→ **What the task asks**
From the first line to the last, retype the records exactly without their images.

Source records:
BEGIN
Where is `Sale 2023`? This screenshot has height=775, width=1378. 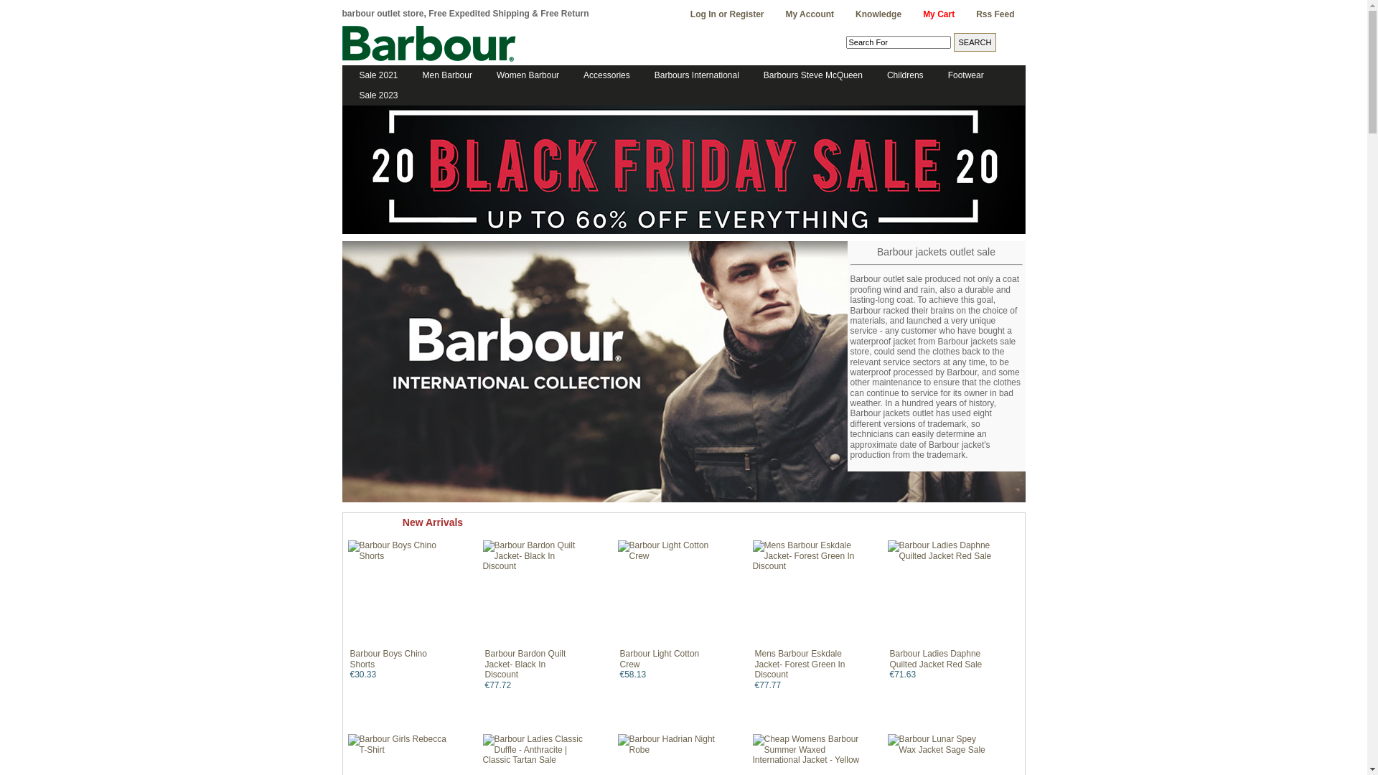
Sale 2023 is located at coordinates (374, 95).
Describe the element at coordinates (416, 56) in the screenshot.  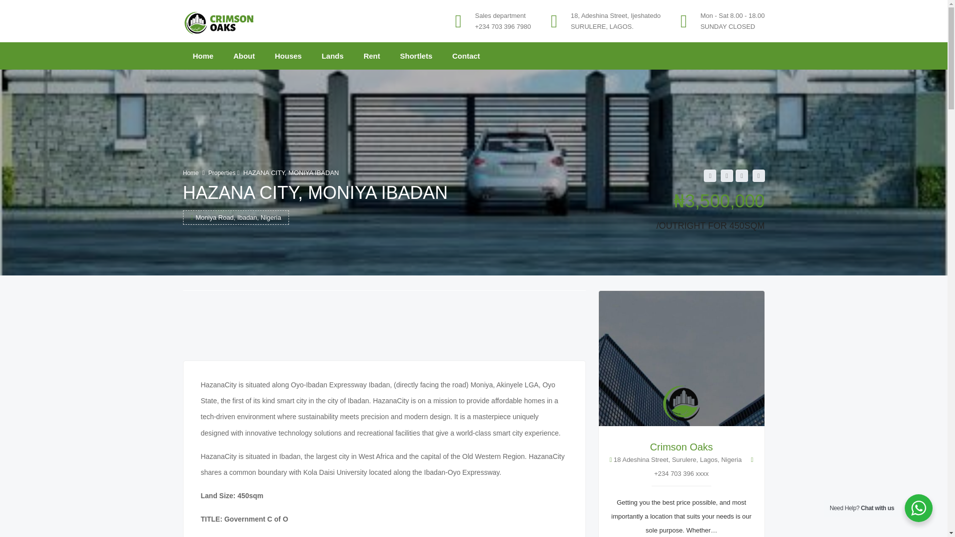
I see `Shortlets` at that location.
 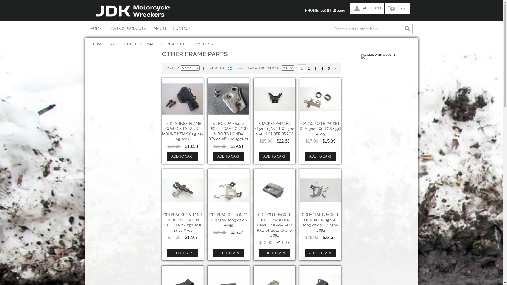 What do you see at coordinates (123, 44) in the screenshot?
I see `PARTS & PRODUCTS` at bounding box center [123, 44].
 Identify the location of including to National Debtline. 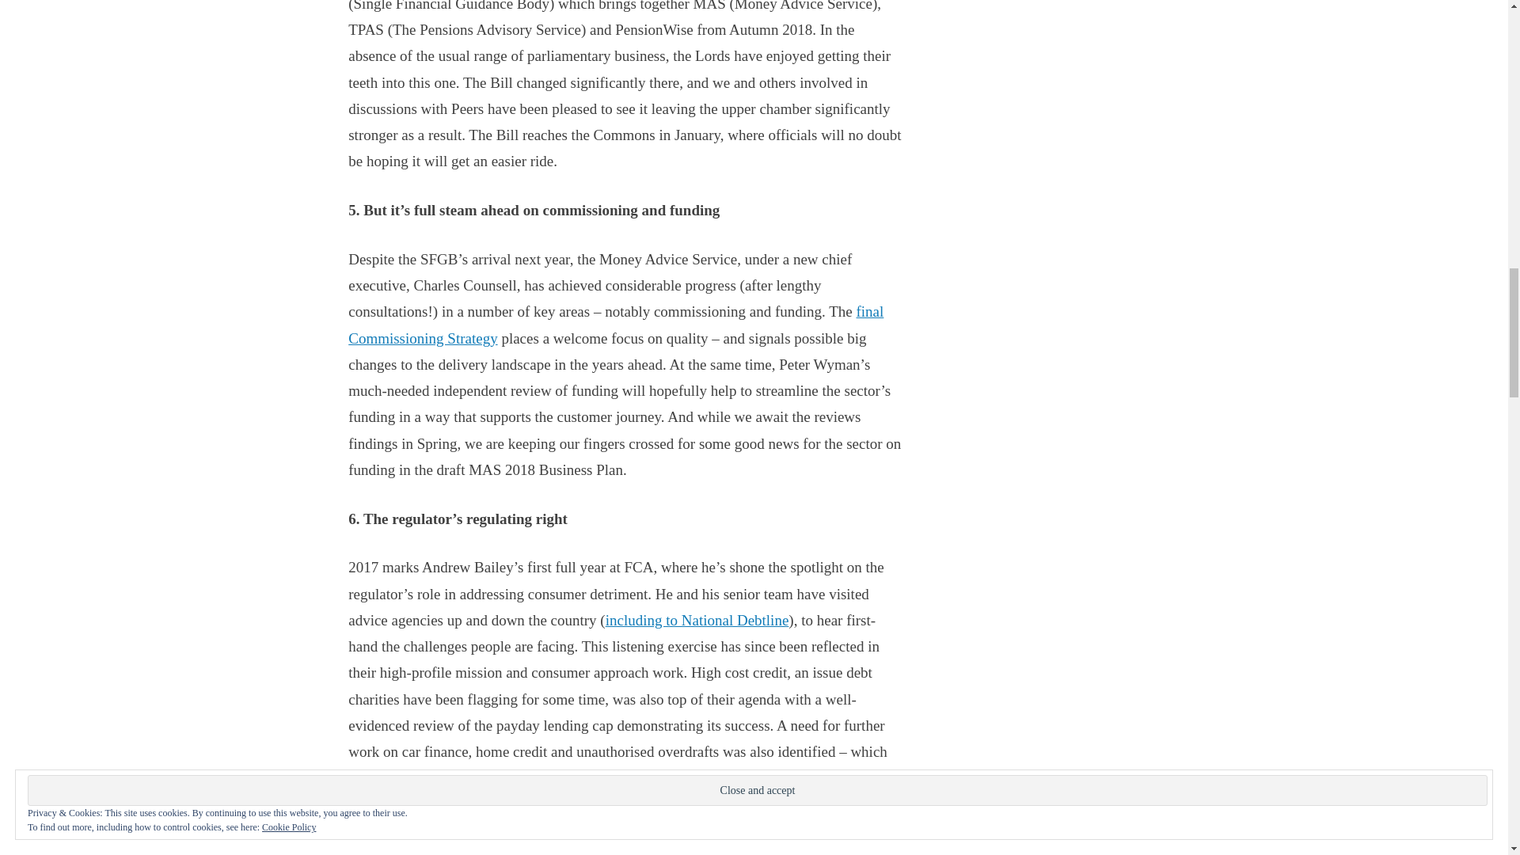
(697, 620).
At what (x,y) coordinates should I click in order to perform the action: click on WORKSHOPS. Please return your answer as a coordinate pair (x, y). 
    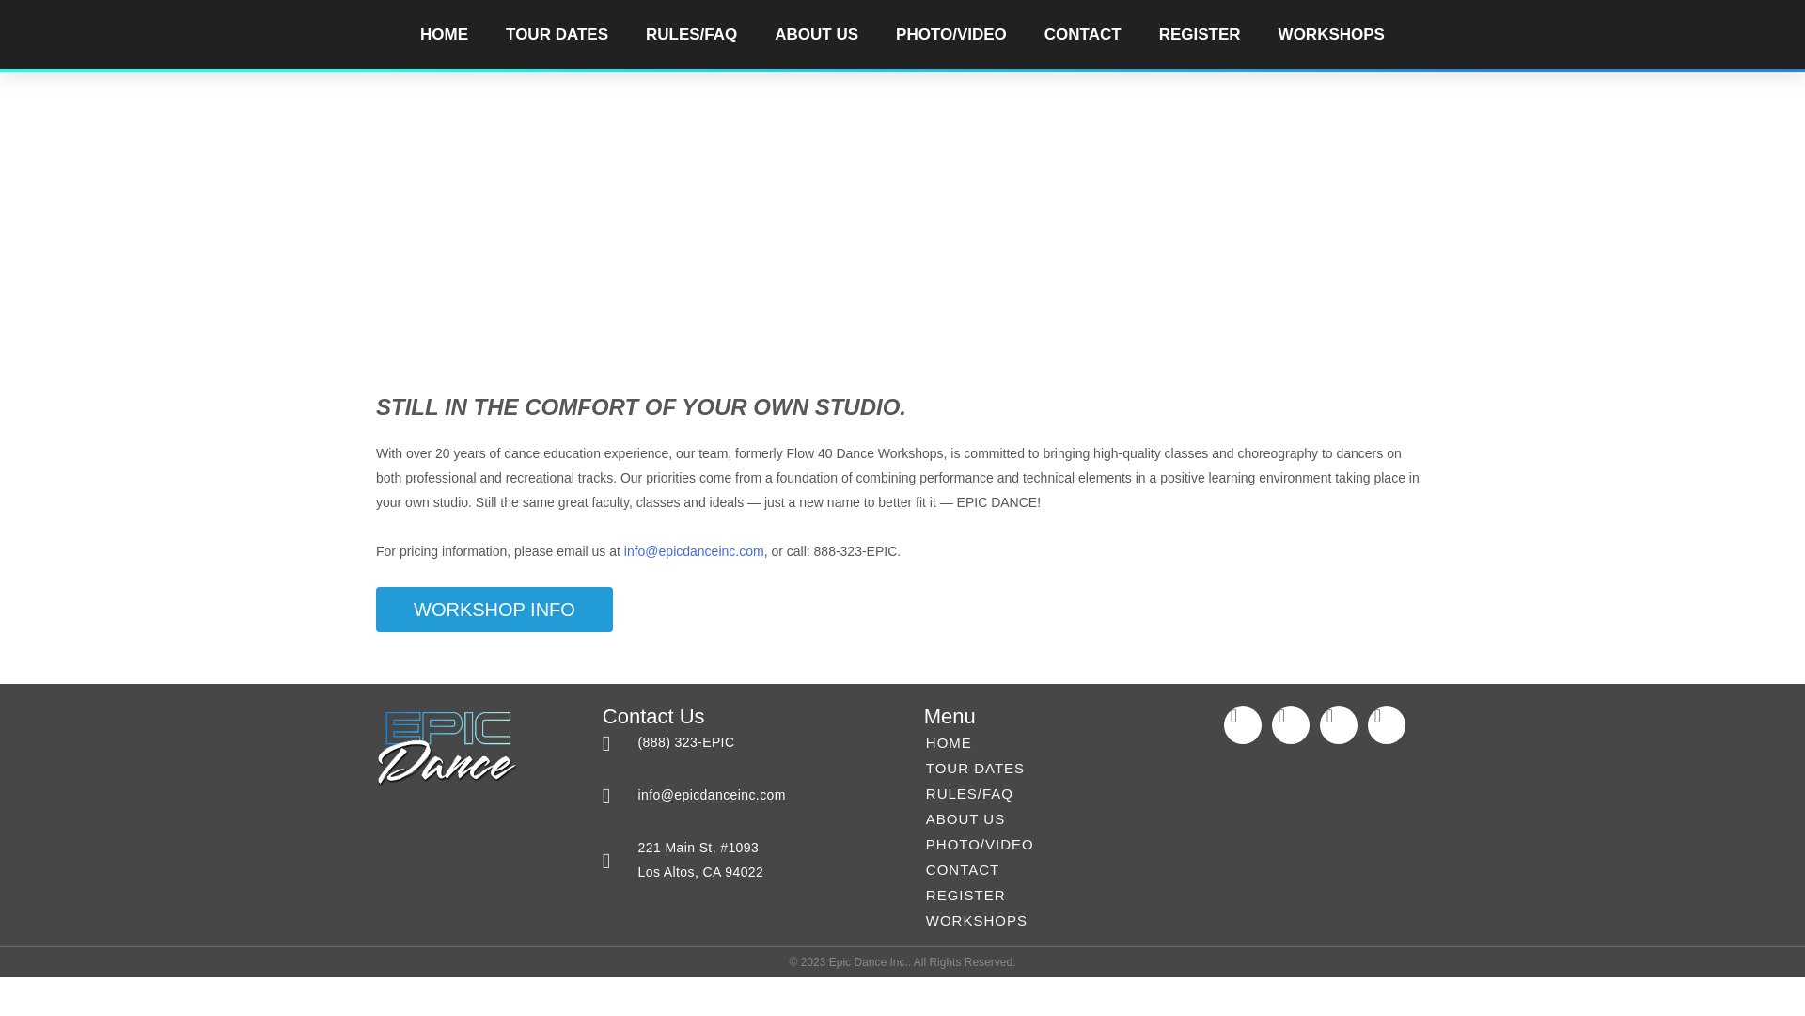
END
→ **Answer space**
Where is `Sale 2023`? This screenshot has height=775, width=1378. 
Sale 2023 is located at coordinates (374, 95).
Describe the element at coordinates (416, 56) in the screenshot.  
I see `Shortlets` at that location.
  What do you see at coordinates (123, 44) in the screenshot?
I see `PARTS & PRODUCTS` at bounding box center [123, 44].
 Identify the location of including to National Debtline. 
(697, 620).
At what (x,y) coordinates should I click in order to perform the action: click on WORKSHOPS. Please return your answer as a coordinate pair (x, y). 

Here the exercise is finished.